Regardless, from the perspective of affording social shelter to the lowest earners, it is worth shining the spotlight on the first decile of the income band, which, by definition, includes around 4.7 million people. In 2020, the upper income limit per person for that poorest 10% of the population stood at around 4,200 euros per annum, i.e., 350 euros per month. Drilling down further into the 5th percentile (2.35 million people) those figures were 2,800 euros per annum and 230 euros per month; and in the 1st percentile (470,000 people), less than 40 euros a month.

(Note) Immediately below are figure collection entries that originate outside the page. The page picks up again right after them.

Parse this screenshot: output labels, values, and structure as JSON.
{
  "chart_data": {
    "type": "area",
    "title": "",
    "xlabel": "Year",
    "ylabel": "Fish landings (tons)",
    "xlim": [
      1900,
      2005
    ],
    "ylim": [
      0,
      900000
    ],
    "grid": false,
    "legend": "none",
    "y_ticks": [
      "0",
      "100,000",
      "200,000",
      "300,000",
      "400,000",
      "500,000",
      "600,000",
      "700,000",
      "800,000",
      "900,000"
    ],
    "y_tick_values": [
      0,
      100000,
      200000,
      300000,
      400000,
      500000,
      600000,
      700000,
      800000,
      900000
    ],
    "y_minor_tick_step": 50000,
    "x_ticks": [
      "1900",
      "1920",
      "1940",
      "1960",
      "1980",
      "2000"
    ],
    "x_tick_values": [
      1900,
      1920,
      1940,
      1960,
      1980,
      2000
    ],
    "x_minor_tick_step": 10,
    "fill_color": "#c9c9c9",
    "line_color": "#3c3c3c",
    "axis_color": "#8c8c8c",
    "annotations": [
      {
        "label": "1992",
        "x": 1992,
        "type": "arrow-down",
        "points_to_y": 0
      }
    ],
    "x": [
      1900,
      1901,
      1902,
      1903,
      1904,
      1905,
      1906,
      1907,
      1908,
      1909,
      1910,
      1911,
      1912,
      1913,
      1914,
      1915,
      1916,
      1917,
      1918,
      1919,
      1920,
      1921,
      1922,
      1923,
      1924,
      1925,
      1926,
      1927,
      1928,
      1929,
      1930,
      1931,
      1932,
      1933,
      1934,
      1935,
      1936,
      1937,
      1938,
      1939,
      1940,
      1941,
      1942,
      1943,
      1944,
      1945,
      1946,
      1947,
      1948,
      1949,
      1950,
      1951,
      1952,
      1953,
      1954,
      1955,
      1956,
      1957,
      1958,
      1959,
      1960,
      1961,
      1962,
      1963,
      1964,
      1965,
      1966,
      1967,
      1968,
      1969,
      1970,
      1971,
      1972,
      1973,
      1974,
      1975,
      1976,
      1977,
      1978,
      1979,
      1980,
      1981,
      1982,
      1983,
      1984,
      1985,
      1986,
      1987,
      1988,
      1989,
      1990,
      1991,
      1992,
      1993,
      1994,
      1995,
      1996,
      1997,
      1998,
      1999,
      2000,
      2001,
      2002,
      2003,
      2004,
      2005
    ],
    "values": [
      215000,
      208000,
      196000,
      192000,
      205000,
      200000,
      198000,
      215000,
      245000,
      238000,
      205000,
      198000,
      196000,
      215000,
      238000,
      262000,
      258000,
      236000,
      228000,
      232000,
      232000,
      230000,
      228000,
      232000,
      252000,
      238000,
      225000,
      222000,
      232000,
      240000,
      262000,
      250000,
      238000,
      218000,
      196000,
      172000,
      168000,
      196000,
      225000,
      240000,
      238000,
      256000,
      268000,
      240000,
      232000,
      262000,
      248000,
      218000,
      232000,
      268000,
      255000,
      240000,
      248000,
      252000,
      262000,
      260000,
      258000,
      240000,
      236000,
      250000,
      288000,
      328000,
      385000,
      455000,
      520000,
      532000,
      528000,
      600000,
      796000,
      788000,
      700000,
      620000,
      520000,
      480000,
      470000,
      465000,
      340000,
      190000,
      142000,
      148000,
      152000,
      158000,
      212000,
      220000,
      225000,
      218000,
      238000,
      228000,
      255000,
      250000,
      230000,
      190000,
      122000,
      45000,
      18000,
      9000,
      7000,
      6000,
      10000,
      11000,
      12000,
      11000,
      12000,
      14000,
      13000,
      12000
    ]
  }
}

The constituents of the first decile (Exhibit 6) include minors under the age of 16 (around 1.1 million), job-seekers (820,000), wage earners (1.2 million), retirees and pensioners (some 400,000) and other inactive individuals (1.2 million). Those figures are not too different from those of 2019, so that the persistence of such situations of poverty cannot be entirely blamed on the crisis induced by the pandemic but rather must be attributed to more structural factors related with low levels of education and job qualifications in some segments of the population, the insufficiency of the minimum income scheme, the scarcity of help for families and the limited size of non-contributory pensions. The bulk of this category is, therefore, made up of people of working age and children living in those same households (single-parent families headed up by women, young people with and without children) whose income prospects are derived from a mix of factors related with the job market – participation, employment, hours worked, wages – and others related with taxation and social policy.
Notes
Measurement of the impact of pensions on inequality for this analysis is done taking a strictly annual approach, i.e., without factoring in the impact of annuities, which would require us to compare the capitalised value of the contributions made throughout ones entire working life with the present value of all pensions received during entitlement to those benefits.